IPv6 equivalent of ARP - possibly dumb question
Frank Bulk - iName.com
frnkblk at iname.com
Thu Apr 1 15:16:35 CEST 2010
Thanks for the insight.
They must expire quickly. I pinged ipv6.google.com from a workstation and
that showed up in "sh ipv6 nei" as ACTIVE. Very quickly it showed up as
stale.
Unfortunately, we don't have any netflow in place today.
Frank
-----Original Message-----
From: Gert Doering [mailto:gert at space.net]
Sent: Thursday, April 01, 2010 4:42 AM
To: Frank Bulk - iName.com
Cc: ipv6-ops at lists.cluenet.de
Subject: Re: IPv6 equivalent of ARP - possibly dumb question
Hi,
On Wed, Mar 31, 2010 at 08:05:07AM -0500, Frank Bulk - iName.com wrote:
> It's my understanding that the closest equivalent of ARP in IPv6 is "sh
ipv6
> neighbors". When I do that on our Cisco 7206VXR running 12.2(31)SB16 I
see
> only a few addresses, not nearly all the ones that I know that the PCs
> "obtained" via SLAAC.
These entries seem to expire fairly quickly.
> How do I see which IPv6 hosts are actively sending traffic through/to our
> router?
By checking "show ipv6 neighbors" - that's the active hosts. Most likely
the "unseen rest" is onyl using IPv4...
Alternatively, and if your IOS permits (I'm not sure about 12.2SB - 12.2S
does not, 12.2SR and 12.4 definitely do) you could use IPv6 netflow.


- Exercise: The answer is all of the data, repeated exactly.

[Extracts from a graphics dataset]
○ ○ ○ ○ ○

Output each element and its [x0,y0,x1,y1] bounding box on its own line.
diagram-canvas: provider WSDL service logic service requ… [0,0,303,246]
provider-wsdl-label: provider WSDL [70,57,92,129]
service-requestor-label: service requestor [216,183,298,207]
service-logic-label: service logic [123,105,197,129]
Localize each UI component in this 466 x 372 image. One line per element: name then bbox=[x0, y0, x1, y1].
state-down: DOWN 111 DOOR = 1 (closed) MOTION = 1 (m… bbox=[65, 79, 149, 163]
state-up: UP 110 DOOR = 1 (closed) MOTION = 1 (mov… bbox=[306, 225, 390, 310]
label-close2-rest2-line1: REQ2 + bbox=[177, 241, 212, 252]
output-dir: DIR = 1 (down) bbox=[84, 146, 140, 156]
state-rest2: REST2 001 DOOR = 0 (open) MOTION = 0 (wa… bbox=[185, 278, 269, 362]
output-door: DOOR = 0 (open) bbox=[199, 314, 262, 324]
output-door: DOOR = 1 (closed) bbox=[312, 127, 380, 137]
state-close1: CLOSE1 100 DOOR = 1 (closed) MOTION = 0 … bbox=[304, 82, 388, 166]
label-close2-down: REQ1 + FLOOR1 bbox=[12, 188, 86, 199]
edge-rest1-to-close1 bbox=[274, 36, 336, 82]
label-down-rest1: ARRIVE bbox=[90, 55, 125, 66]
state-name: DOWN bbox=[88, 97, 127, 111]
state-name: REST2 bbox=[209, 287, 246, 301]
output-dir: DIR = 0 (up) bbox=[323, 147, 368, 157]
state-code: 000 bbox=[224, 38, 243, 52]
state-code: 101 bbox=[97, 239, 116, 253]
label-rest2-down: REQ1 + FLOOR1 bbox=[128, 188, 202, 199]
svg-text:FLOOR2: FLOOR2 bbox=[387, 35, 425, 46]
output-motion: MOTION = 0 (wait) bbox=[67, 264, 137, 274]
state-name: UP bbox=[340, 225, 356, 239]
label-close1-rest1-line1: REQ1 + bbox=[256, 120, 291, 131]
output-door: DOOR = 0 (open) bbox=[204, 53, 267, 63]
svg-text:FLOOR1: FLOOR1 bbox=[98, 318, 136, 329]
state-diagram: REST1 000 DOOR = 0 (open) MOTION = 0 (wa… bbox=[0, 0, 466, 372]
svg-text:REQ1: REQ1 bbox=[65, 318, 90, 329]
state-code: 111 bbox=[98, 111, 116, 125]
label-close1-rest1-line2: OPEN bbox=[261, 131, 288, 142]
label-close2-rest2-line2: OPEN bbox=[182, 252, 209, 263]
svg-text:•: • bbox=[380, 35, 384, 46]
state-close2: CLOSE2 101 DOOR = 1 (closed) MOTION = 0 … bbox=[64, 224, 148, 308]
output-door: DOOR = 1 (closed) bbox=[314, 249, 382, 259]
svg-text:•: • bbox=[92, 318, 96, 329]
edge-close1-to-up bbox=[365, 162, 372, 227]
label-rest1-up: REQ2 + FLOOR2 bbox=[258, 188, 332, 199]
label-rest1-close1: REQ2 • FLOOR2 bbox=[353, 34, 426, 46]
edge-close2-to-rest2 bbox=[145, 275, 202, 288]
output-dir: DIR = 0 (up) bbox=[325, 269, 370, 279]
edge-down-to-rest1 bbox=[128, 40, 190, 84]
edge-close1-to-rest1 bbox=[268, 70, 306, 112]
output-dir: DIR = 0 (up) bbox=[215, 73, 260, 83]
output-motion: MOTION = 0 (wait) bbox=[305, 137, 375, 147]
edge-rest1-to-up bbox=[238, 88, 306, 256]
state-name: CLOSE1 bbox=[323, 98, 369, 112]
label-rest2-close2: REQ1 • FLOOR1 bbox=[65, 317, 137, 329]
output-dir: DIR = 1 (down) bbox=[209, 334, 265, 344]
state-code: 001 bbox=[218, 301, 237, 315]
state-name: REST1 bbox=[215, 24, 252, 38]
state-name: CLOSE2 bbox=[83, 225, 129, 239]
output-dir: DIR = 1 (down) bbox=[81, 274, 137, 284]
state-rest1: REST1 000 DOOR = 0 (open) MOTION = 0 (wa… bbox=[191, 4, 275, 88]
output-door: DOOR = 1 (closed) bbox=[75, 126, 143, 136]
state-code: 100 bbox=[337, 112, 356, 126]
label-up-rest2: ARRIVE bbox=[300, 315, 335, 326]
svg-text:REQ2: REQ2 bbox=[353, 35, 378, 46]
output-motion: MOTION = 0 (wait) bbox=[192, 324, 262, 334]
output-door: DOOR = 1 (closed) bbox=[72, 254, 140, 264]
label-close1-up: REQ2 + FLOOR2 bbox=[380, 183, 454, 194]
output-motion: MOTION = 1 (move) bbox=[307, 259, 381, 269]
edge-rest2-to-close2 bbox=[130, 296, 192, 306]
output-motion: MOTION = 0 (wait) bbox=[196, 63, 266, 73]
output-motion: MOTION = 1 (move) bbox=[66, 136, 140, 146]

○ ○ ○ ○ ○

- Answer section:
Output each element and its [x0,y0,x1,y1] bounding box on its own line.
diagram-canvas: provider WSDL service logic service requ… [0,0,303,246]
provider-wsdl-label: provider WSDL [70,57,92,129]
service-requestor-label: service requestor [216,183,298,207]
service-logic-label: service logic [123,105,197,129]
Localize each UI component in this 466 x 372 image. One line per element: name then bbox=[x0, y0, x1, y1].
state-down: DOWN 111 DOOR = 1 (closed) MOTION = 1 (m… bbox=[65, 79, 149, 163]
state-up: UP 110 DOOR = 1 (closed) MOTION = 1 (mov… bbox=[306, 225, 390, 310]
label-close2-rest2-line1: REQ2 + bbox=[177, 241, 212, 252]
output-dir: DIR = 1 (down) bbox=[84, 146, 140, 156]
state-rest2: REST2 001 DOOR = 0 (open) MOTION = 0 (wa… bbox=[185, 278, 269, 362]
output-door: DOOR = 0 (open) bbox=[199, 314, 262, 324]
output-door: DOOR = 1 (closed) bbox=[312, 127, 380, 137]
state-close1: CLOSE1 100 DOOR = 1 (closed) MOTION = 0 … bbox=[304, 82, 388, 166]
label-close2-down: REQ1 + FLOOR1 bbox=[12, 188, 86, 199]
edge-rest1-to-close1 bbox=[274, 36, 336, 82]
label-down-rest1: ARRIVE bbox=[90, 55, 125, 66]
state-name: DOWN bbox=[88, 97, 127, 111]
state-name: REST2 bbox=[209, 287, 246, 301]
output-dir: DIR = 0 (up) bbox=[323, 147, 368, 157]
state-code: 000 bbox=[224, 38, 243, 52]
state-code: 101 bbox=[97, 239, 116, 253]
label-rest2-down: REQ1 + FLOOR1 bbox=[128, 188, 202, 199]
svg-text:FLOOR2: FLOOR2 bbox=[387, 35, 425, 46]
output-motion: MOTION = 0 (wait) bbox=[67, 264, 137, 274]
state-name: UP bbox=[340, 225, 356, 239]
label-close1-rest1-line1: REQ1 + bbox=[256, 120, 291, 131]
output-door: DOOR = 0 (open) bbox=[204, 53, 267, 63]
svg-text:FLOOR1: FLOOR1 bbox=[98, 318, 136, 329]
state-diagram: REST1 000 DOOR = 0 (open) MOTION = 0 (wa… bbox=[0, 0, 466, 372]
svg-text:REQ1: REQ1 bbox=[65, 318, 90, 329]
state-code: 111 bbox=[98, 111, 116, 125]
label-close1-rest1-line2: OPEN bbox=[261, 131, 288, 142]
label-close2-rest2-line2: OPEN bbox=[182, 252, 209, 263]
svg-text:•: • bbox=[380, 35, 384, 46]
state-close2: CLOSE2 101 DOOR = 1 (closed) MOTION = 0 … bbox=[64, 224, 148, 308]
output-door: DOOR = 1 (closed) bbox=[314, 249, 382, 259]
svg-text:•: • bbox=[92, 318, 96, 329]
edge-close1-to-up bbox=[365, 162, 372, 227]
label-rest1-up: REQ2 + FLOOR2 bbox=[258, 188, 332, 199]
label-rest1-close1: REQ2 • FLOOR2 bbox=[353, 34, 426, 46]
edge-close2-to-rest2 bbox=[145, 275, 202, 288]
output-dir: DIR = 0 (up) bbox=[325, 269, 370, 279]
edge-down-to-rest1 bbox=[128, 40, 190, 84]
edge-close1-to-rest1 bbox=[268, 70, 306, 112]
output-dir: DIR = 0 (up) bbox=[215, 73, 260, 83]
output-motion: MOTION = 0 (wait) bbox=[305, 137, 375, 147]
edge-rest1-to-up bbox=[238, 88, 306, 256]
state-name: CLOSE1 bbox=[323, 98, 369, 112]
label-rest2-close2: REQ1 • FLOOR1 bbox=[65, 317, 137, 329]
output-dir: DIR = 1 (down) bbox=[209, 334, 265, 344]
state-code: 001 bbox=[218, 301, 237, 315]
state-name: REST1 bbox=[215, 24, 252, 38]
state-name: CLOSE2 bbox=[83, 225, 129, 239]
output-dir: DIR = 1 (down) bbox=[81, 274, 137, 284]
state-rest1: REST1 000 DOOR = 0 (open) MOTION = 0 (wa… bbox=[191, 4, 275, 88]
output-door: DOOR = 1 (closed) bbox=[75, 126, 143, 136]
state-code: 100 bbox=[337, 112, 356, 126]
label-up-rest2: ARRIVE bbox=[300, 315, 335, 326]
svg-text:REQ2: REQ2 bbox=[353, 35, 378, 46]
output-motion: MOTION = 0 (wait) bbox=[192, 324, 262, 334]
output-door: DOOR = 1 (closed) bbox=[72, 254, 140, 264]
label-close1-up: REQ2 + FLOOR2 bbox=[380, 183, 454, 194]
output-motion: MOTION = 1 (move) bbox=[307, 259, 381, 269]
edge-rest2-to-close2 bbox=[130, 296, 192, 306]
output-motion: MOTION = 0 (wait) bbox=[196, 63, 266, 73]
output-motion: MOTION = 1 (move) bbox=[66, 136, 140, 146]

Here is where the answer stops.